You often spend several days working on your “baby” — the design. You put a lot of time, effort and analysis into it. Of course, you know best what is not correct and what is best. Yet I have never experienced a design presentation where there was no criticism of the choices and decisions I made. It is difficult not to react defensively to that and to let go of the idea that you have to be right. I have been able to achieve better results faster if I managed to change my mindset to “we are trying to make it better together” instead of “I have to win this conversation.” Surprising (and sometimes illogical) findings from user research also help develop the right mindset, and let go of the emotional attachment to your own ideas.

As a designer, you have to deal with multiple perspectives of the project and you work with different specialists. This sometimes gives you an unjustified feeling that you need to know more than what is actually need to. It doesn’t make sense intuitively, but admitting that you don’t have all the answers makes you a better professional, and shows your colleagues that you have a realistic view of the project, that you are modest and open to new input. Doug Collins from UX mastery says: “Equally important to admitting ‘I don’t know’ is following it up with ‘but I’ll find out’.“

Setting your ego aside, accepting that you are not always right or not having all the answers and that someone else (including non-designers) may have a better idea than you requires emotional maturity, but you also get a lot of satisfaction and resilience in the project there in return.

People walking in a labyrinth, as seen from above
Photo by Susan Yin

Navigating politics as a UX-er

Politics is a dirty word, but it doesn’t have to be. Anyway, if you have several people in the same room, you are dealing with politics.

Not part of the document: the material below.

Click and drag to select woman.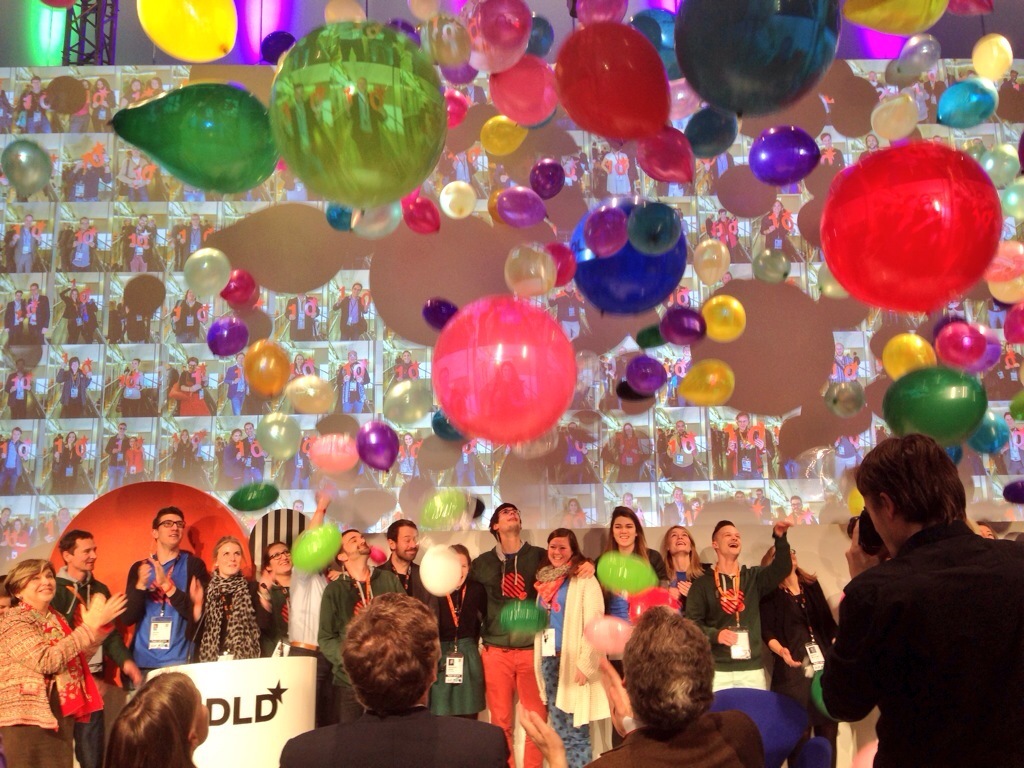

In their book ‘Survival of the savvy: high integrity political tactics’ Rick Brandon and Marty Seldman give a definition of politics that is not judgmental: ‘Organisational politics are the informal, unofficial and sometimes behind-the-scenes efforts to sell ideas, influence an organisation, increase power or achieve other targeted objectives’.

As a UX-er you are involved in understanding what drives people, what their goals and frustrations are. This applies not only to the users, but also to your colleagues.

Insight into their motives and goals also gives you the tools with which you can influence people and, in the grand scheme of things, make better products. Politics is something you already do every day. But don’t worry, participating in politics doesn’t necessarily make you a ‘dirty politician’. Influencing only becomes manipulation if you hide your goals or don’t put all the information on the table.

I also notice that the higher you climb in the organisation’s “food chain”, the more important it becomes to be able to communicate well, be socially skilled, and be able to “read” the room. Unfortunately these are also the most difficult skills to develop, there is no course for it. But if you open up to feedback and have conversations about it with your customers, colleagues and friends, you will get there faster.

If you add up everything described in this article, you will see that as a designer you definitely spend more than half of your time on soft skills than actually pushing pixels and making screens. So next time you have to explain to your grandmother at a family party what exactly you do at work, you can definitely say that you are just ‘talking to people all day’, which won’t be far from the truth :)

This article was originally published (in Dutch) on oneshoe.nl/ on the 29th of January, 2020

The UX Collective donates US$1 for each article published in our platform. This story contributed to UX Para Minas Pretas (UX For Black Women), a Brazilian organization focused on promoting equity of Black women in the tech industry through initiatives of action, empowerment, and knowledge sharing. Silence against systemic racism is not an option. Build the design community you believe in.